3 bd · 2.0 ba ·
1,362 sqft ·
Built 1985
· SingleFamily
· Active
· 105 DOM
Cashflow @ list (25.0% down · 7.5%)
Estimated rent
$1,651/mo
Mortgage (P&I)
−$886
Tax + insurance
−$167
HOA
−$0
Vac / Maint / Mgmt
−$347
Net cashflow
$251/mo
Annual
$3,017/yr
Cap rate
8.08%
Cash-on-cash
6.38%
DSCR
1.28
1% rule
0.98%
Cash to close
$47,320
Investor read
This is a 3-bed/2.0-bath single-family listed at $169k.
At list price, monthly cash flow is $251 ($3k/yr) — positive.
The deal already cash-flows at list — no discount required.
To meet the 1% rule (rent ≥ 1% of price), the offer needs to be $165k (2.3% below list).
It's been on market 105 days — a 9% lower offer ($154k) is reasonable based on typical stale-listing flexibility.
Recommended offer: $154k (9.0% below list) — sets the bar for market timing.
Local home prices are declining (-3.0%/yr); year-one equity from $1k of loan paydown is wiped out by about $5k of value loss. Plan a longer hold.
Location reads 69/100 on livability (#476 in FL) — a middle-class / working-renter tenant base. Strengths: cost of living A+, housing A+, health & safety A+; Watch: crime F, amenities F, commute F.
Marion (rural): math 42% / reading 43% proficiency, ranked #61 of 73 in FL (top 84%) — families likely to look elsewhere, expect single-tenant / working-renter base with shorter leases; 61% free/reduced lunch — lower-income household profile, screen leases tightly.
Market conditions: Rents soft (-0.1%/yr); 294 active listings in the ZIP; 10 comparable units currently listed for rent nearby; rentals at typical pace (median 22d on market — plan ~3-4 weeks tenant-placement turnaround); 7,071 units permitted in Marion County in 2024 (534 in 5+ unit buildings).
Marion County population projected at +13% by 2050 — modest demand growth; plan on rents tracking national, not racing it.
7 sale attempts since 16y ago with the ask held roughly flat each time — persistent listings suggest the price (not the market) is what's stuck; bring a comps-based counter.
Current owner paid $90k; list at $169k implies a 88% gain — meaningful room to come down on a strong offer.
Climate carrying-cost: severe wind risk, 99% chance of damaging wind over 30y; extreme-heat days projected 7→21/yr by 2055 (HVAC capex compounding) — expect insurance premiums to compound above CPI over the hold.
Cap rate 8.1% vs local median 4.2% in Ocala — top-decile yield for the area; either an underpriced asset or a hidden risk that comps aren't pricing in. Stress-test before assuming the spread holds.
This rent runs 38% of the median local income ($52k/yr) — at the standard rent-burdened threshold; future hikes will face affordability resistance.
Questions for listing agent
It's been on market 105 days. Have you received any prior offers? Is the seller open to a 9% concession, seller financing, or rate buy-down credit?
Why hasn't it sold? Are there any deal-killer items the seller is aware of (foundation, flood, title, zoning, code violations)?
Is there a deadline driving the sale (1031 exchange, divorce, estate, relocation)? That informs how much negotiation room exists.
Crime grade is F in this area — have there been break-ins, vandalism, or insurance claims at this property in the last 3 years? What carrier currently insures it and at what premium?
What's the average days-on-market for RENTAL listings here right now (not sales)? A rising rental-DOM trend means longer vacancies and softer asking-rent achievability than the comps imply.
What's the recent tenant-quality profile in this submarket — average credit score on applications, eviction rate, late-payment / NSF rate, and stable-employment percentage? A property-management company in the area should have these aggregated.
How much new for-sale + rental construction is in the pipeline within 1–3 miles? Heavy new supply typically softens prices + rents 12–24 months out; constrained supply supports both.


- EXERCISE
Count every line below containing "Center"; state the number only.

(Records from a data source)
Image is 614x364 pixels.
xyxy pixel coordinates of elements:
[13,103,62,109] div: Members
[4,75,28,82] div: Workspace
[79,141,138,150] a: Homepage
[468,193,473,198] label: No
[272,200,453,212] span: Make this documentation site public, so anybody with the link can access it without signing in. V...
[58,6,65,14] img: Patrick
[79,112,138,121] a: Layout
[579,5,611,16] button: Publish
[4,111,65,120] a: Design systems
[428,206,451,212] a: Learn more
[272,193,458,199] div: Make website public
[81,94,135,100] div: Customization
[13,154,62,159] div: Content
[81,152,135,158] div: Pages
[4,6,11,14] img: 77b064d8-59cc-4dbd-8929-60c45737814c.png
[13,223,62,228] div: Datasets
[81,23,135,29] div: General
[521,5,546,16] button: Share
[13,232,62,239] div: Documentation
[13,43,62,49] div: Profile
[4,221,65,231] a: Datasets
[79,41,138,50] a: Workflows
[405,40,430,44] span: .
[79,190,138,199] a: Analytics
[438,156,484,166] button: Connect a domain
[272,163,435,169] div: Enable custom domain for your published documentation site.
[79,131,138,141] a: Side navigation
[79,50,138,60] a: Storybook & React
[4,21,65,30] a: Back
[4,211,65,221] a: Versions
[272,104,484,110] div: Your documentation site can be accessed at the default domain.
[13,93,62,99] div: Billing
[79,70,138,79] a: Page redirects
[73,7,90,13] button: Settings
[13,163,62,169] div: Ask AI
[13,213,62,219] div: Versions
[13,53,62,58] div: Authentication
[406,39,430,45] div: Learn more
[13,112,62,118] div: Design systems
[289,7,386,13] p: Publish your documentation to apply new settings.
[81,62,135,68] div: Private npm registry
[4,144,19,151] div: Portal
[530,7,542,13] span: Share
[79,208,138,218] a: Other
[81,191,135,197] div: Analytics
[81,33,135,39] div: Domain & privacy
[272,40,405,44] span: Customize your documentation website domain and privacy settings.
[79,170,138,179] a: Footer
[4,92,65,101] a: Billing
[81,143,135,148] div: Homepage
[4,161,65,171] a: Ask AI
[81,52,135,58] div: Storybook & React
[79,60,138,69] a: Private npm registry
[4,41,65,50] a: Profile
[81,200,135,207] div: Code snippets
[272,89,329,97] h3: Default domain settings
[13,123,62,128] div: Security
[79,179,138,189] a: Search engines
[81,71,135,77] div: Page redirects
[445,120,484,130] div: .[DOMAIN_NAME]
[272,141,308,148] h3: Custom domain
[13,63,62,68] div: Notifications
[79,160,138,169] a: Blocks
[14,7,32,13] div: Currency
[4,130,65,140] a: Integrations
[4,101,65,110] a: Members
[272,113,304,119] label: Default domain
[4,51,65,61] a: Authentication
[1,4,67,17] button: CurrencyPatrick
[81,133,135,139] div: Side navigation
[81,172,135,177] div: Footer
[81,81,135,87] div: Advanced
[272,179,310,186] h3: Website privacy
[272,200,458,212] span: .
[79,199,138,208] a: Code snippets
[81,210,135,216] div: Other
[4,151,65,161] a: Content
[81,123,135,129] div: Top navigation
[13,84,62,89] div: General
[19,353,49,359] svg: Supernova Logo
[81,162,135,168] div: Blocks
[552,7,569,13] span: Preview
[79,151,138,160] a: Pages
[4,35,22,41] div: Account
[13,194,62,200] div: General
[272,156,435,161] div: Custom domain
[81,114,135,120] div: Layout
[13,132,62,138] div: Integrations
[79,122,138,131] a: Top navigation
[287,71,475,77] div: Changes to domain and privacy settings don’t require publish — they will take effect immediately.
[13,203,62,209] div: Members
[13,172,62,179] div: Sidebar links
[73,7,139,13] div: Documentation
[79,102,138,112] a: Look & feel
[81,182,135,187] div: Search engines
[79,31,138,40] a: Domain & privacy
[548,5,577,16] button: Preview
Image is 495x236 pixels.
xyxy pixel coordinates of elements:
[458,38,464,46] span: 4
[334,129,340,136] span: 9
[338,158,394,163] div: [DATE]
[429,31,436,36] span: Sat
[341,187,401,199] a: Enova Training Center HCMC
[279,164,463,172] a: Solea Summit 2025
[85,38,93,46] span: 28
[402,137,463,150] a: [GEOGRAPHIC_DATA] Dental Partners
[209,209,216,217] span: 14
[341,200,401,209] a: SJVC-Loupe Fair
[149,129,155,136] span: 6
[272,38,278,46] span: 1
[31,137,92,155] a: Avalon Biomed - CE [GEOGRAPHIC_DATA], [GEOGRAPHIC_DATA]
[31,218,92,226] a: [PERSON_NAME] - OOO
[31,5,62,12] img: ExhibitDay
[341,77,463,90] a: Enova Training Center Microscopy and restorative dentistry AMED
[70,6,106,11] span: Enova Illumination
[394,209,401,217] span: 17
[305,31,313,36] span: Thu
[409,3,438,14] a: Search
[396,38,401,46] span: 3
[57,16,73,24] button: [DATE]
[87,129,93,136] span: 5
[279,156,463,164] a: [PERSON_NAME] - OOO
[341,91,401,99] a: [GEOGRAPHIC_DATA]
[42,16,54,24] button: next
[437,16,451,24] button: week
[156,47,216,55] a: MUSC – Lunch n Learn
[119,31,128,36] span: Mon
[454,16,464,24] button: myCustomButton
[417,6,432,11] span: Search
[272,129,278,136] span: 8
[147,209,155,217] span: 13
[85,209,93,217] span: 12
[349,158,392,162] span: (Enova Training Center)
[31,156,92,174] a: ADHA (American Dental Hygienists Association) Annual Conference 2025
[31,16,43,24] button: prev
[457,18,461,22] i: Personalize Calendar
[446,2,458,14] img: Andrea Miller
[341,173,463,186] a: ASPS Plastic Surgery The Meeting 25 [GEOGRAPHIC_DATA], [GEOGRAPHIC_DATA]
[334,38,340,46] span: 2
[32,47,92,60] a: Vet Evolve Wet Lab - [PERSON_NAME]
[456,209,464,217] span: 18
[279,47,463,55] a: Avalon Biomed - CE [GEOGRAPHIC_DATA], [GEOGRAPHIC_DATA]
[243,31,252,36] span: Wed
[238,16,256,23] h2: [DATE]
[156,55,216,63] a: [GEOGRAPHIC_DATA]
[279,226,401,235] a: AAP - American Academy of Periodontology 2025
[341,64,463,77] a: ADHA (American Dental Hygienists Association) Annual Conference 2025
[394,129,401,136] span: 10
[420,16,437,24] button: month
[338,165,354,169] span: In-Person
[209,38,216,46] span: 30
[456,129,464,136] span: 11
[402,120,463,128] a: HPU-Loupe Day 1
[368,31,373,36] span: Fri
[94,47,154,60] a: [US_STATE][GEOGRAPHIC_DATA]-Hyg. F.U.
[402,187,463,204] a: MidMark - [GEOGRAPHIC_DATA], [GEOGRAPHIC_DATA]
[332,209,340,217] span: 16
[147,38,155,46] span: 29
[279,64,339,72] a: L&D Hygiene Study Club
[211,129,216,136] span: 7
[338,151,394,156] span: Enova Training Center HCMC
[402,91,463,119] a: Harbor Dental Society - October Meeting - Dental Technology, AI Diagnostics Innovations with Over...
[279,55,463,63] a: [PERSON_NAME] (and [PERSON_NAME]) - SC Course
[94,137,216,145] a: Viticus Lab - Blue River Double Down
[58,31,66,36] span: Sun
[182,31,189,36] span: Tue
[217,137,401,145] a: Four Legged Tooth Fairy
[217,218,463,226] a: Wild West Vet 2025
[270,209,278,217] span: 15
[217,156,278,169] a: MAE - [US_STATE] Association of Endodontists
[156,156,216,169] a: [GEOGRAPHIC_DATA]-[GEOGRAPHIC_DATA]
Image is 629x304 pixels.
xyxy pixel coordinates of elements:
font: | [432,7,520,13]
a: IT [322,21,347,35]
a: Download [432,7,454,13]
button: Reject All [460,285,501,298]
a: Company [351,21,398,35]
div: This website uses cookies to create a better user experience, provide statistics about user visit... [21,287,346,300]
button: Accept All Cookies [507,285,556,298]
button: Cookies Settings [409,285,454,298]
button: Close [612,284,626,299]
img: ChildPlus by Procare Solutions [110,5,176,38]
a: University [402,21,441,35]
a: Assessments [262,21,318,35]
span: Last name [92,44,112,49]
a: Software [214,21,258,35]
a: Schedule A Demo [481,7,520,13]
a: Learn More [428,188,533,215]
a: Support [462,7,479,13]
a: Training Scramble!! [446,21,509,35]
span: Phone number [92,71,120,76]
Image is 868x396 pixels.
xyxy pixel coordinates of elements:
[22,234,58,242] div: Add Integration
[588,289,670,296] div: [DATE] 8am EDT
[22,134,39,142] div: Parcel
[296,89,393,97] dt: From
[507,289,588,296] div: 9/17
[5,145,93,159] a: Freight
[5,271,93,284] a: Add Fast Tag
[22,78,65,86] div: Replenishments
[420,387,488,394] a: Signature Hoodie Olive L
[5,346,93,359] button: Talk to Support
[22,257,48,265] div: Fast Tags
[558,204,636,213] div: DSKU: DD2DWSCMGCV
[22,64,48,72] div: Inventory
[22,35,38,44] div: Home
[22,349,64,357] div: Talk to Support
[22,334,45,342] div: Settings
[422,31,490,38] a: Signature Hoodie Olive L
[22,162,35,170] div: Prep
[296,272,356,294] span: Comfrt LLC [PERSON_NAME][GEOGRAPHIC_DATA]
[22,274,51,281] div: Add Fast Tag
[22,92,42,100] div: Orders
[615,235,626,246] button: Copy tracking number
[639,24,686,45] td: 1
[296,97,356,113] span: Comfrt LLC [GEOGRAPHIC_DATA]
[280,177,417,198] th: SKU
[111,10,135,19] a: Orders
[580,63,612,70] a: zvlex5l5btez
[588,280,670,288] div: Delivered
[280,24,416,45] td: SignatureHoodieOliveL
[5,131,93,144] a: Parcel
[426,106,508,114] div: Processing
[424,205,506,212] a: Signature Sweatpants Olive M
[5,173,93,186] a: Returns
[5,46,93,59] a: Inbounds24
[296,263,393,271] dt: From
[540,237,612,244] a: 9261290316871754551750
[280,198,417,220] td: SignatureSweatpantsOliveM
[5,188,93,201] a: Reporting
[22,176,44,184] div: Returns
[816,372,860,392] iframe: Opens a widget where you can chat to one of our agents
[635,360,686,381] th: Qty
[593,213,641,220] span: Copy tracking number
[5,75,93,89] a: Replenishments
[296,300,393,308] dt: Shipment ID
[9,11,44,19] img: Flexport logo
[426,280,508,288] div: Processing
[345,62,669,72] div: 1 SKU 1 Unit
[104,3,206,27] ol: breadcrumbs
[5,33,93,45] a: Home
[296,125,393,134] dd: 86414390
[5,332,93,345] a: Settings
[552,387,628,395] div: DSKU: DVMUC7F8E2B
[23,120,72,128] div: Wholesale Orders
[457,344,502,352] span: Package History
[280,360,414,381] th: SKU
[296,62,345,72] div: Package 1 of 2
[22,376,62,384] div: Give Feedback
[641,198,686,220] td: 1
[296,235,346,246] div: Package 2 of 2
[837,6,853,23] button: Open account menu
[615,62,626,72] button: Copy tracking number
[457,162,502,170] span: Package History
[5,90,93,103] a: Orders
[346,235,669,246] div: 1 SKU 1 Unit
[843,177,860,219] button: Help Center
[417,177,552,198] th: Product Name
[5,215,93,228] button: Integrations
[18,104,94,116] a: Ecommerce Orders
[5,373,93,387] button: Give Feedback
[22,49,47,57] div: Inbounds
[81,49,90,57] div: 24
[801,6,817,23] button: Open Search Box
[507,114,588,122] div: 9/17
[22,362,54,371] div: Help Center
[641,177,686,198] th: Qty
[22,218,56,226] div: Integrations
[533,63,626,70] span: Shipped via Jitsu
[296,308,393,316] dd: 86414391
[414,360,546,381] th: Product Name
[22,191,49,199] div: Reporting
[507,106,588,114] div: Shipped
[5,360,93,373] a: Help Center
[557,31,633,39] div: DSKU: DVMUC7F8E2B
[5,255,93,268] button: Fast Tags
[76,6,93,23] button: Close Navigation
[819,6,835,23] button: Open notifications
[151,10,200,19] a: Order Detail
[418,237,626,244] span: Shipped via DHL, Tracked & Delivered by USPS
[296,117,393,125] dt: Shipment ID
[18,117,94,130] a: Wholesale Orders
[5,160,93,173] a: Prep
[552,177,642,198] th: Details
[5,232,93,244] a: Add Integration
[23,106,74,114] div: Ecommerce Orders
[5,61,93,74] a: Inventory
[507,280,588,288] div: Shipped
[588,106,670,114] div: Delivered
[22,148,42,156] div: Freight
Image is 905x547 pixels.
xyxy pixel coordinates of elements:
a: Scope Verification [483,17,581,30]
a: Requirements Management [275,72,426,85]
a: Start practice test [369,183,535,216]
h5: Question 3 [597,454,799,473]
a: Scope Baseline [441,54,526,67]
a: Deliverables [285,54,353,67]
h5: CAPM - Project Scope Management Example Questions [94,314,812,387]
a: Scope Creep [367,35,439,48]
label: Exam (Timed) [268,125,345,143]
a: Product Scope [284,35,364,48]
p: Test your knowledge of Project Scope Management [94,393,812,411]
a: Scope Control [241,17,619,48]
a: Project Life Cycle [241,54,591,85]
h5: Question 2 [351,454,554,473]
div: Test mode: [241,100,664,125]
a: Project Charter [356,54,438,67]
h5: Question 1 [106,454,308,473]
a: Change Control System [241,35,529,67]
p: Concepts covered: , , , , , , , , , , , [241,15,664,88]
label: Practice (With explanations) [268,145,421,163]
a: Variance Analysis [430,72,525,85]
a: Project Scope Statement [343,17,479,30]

- TASK SOLUTION
7